02:28:43 | 2001-02-25


Five women sit around a low table in a cavernous lounge. They are from different backgrounds, with different needs and hopes. They gather to watch a band, featuring one of their lovers. They drink different combinations of alcohol.

Their faces are lit by one small votive candle.

Moving clockwise, starting at 12:00, we have the wife/girlfriend of the musician. She smiles at the crowd assembled to support her man. She watches the door with a smile, waiting for other friends coming out to support her man. Inside, she glows. She works to conceal her anticipation, but she's excited to see her man play for a crowd - in the environment he thrives in - and living for him tonight, she doesn't mine sharing her personal rockstar. She inwardly titters while he plays, watching the crowd engrossed with the sound of her lover, proud.

Next to her, is the indie rock girl. The band is not her speed, but she loves lives music and she loves her friends, and it shows. She brinks her bourbon, straight on the rocks, and quietly sips her drink and waits for the pleasant warmth of a buzz to wash over her, open to the possibilities of what the night may bring to her . She doesn't even remember previously living in middle america where Repulicans reign supreme and ex-wrestlers rule the government. She thinks about her life, filled with partiers and international friends. She eyes the male population of the crowd, perhaps trying a few on for size, wondering if any of them could be the next to warm her bed, and her heart.

To indie girl's left, is the scandinavian transplant. Out for the evening without her inter-racial boyfriend, she happy to be out at bar with her American friends, enjoying what must be her second life. She's far from where she started, s solitary place where snow is more common than sunlight and open space stretches off into the horizen. She thinks, in English, about her busy day tomorrow, filled with errands and activities. She smiles at the crowded lounge, remembering when, not too long ago when she came to America and New York City, alone seeking adventure. When she prowled the cities nightlife, seeing bands she had loved on vinyl and meeting the cosmopolitan people that crowd the city. She remembers when this was new and exciting to her, and is happy to have found a group of friends and settled down among the community that claims New York City as own.

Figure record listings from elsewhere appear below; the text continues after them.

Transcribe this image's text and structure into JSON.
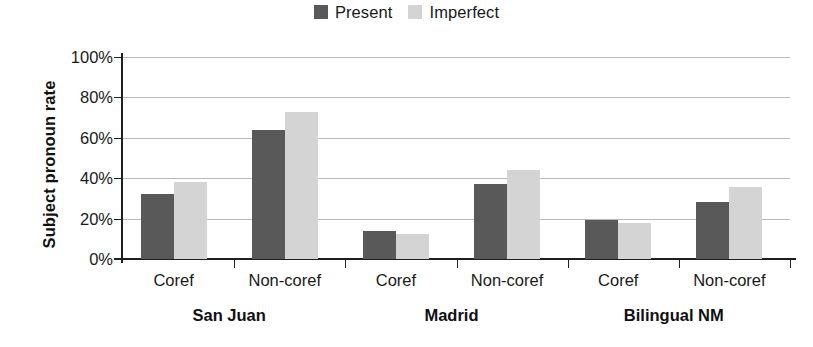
{
  "chart_data": {
    "type": "bar",
    "title": "",
    "xlabel": "",
    "ylabel": "Subject pronoun rate",
    "ylim": [
      0,
      100
    ],
    "ytick_labels": [
      "100%",
      "80%",
      "60%",
      "40%",
      "20%",
      "0%"
    ],
    "ytick_values": [
      100,
      80,
      60,
      40,
      20,
      0
    ],
    "grid": true,
    "legend_position": "top-center",
    "groups": [
      "San Juan",
      "Madrid",
      "Bilingual NM"
    ],
    "categories": [
      "Coref",
      "Non-coref",
      "Coref",
      "Non-coref",
      "Coref",
      "Non-coref"
    ],
    "series": [
      {
        "name": "Present",
        "color": "#595959",
        "values": [
          32,
          64,
          14,
          37,
          19.5,
          28
        ]
      },
      {
        "name": "Imperfect",
        "color": "#d4d4d4",
        "values": [
          38,
          73,
          12.5,
          44,
          18,
          35.5
        ]
      }
    ],
    "points": [
      {
        "group": "San Juan",
        "category": "Coref",
        "Present": 32,
        "Imperfect": 38
      },
      {
        "group": "San Juan",
        "category": "Non-coref",
        "Present": 64,
        "Imperfect": 73
      },
      {
        "group": "Madrid",
        "category": "Coref",
        "Present": 14,
        "Imperfect": 12.5
      },
      {
        "group": "Madrid",
        "category": "Non-coref",
        "Present": 37,
        "Imperfect": 44
      },
      {
        "group": "Bilingual NM",
        "category": "Coref",
        "Present": 19.5,
        "Imperfect": 18
      },
      {
        "group": "Bilingual NM",
        "category": "Non-coref",
        "Present": 28,
        "Imperfect": 35.5
      }
    ]
  },
  "legend": {
    "entries": [
      {
        "label": "Present",
        "color": "#595959"
      },
      {
        "label": "Imperfect",
        "color": "#d4d4d4"
      }
    ]
  },
  "axes": {
    "y_title": "Subject pronoun rate",
    "y_ticks": [
      "100%",
      "80%",
      "60%",
      "40%",
      "20%",
      "0%"
    ],
    "x_categories": [
      "Coref",
      "Non-coref",
      "Coref",
      "Non-coref",
      "Coref",
      "Non-coref"
    ],
    "x_groups": [
      "San Juan",
      "Madrid",
      "Bilingual NM"
    ]
  },
  "colors": {
    "present": "#595959",
    "imperfect": "#d4d4d4",
    "axis": "#1f1f1f",
    "grid": "#b9b9b9",
    "text": "#1a1a1a",
    "background": "#ffffff"
  }
}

Sharing the sunken in couch with the scandinavinan, is the upper middle class girl. With pearls fastened to her ears, secure in her tailored black pants and sweater, she sips her beer. In a few years, she will be married to a bond trader with beautiful Irish children running through their tastefully decorated house. But these are the years before she succoumbs to that fate and for now, she is chasing her dream of being a recording artist. Gifted with an extraordinary voice, she surprises music snobs when she opens her lightly lipsticked mouth and shares the most extraordinary singing voice many have heard in their lifetime. Rich, melodic, with unnerving feeling, she has the power to move listeners with this talent she was given, but is yet undiscovered in this city filled with talented, ambitious, fame-hungry people. She watches the band, she studies the vocal stylings of the lead singer, she mentally logs lyrics and imagines herself on stage controlling the crowd hungry for an escape in music and drinks.

Next to the middle class girl, is the Partygirl. She wears a bedazzeled shirt that announces that she is a "freak." The Partygirl is the link among the group. She befriended all of these people and helped to bring them together for the evening. She swigs her beer, and watches the door for other friends she told to meet her here. She smiles at the middle-class girl, her friend, who looks at Partygirl's cigarette inquistively, for a moment thinking the Partygirl is smoking a joint. The Partygirl understands her confusion and holds up her cigarette for inspection, both of them laughing at the assumption. She scans the crowd for familiar faces, or unfamiliar ones that may join her legion by the need of the evening. She's not the kind of girl you would necessarily select out of crowd. She remains slightly aloof, so as not encourage any of the pick-up artists from trying their trade on her. She is tired of the game between men and women, the volleying that happens when you first meet someone you may want to get to know.

The Partygirl surveys the men and women in the crowd. She imagines what they are all about. She makes up lives for them: apartments, jobs, families. She feels a delightful numbing with the occasional wash of warmth and internal heart-racing excitement, as if she were rolling, thanks to an unusual combination of beer, pot, toxic-cleansing herbs she picked up at GNC and cigarettes - an ironic combination not lost on her. She wonders if she should tell a story, to keep everyone interested, but her question is answered for her as the band plays loudly and ends any thought of conversation.

As the others bop to the music and smile at each other, lost in the beauty of the sound and their own thoughts and observations, the Partygirl surveys the scene is in for a split second, wonders how she arrived here. She wonders when she grew up. She wonders how she got here. She momentarily thinks of the people she's lost along the way - friends who deviated from the plan and got married or stayed in their hometown. Friends who met untimely deaths to drugs or their own hands or terminal diseases. She wonders what could have been for those people. She's smart enough to acknowledge that she could easily have been one of the ones to pass early and she is thankful she did not.

She wonders what will come to her. And for now, she is satisfied with what she has.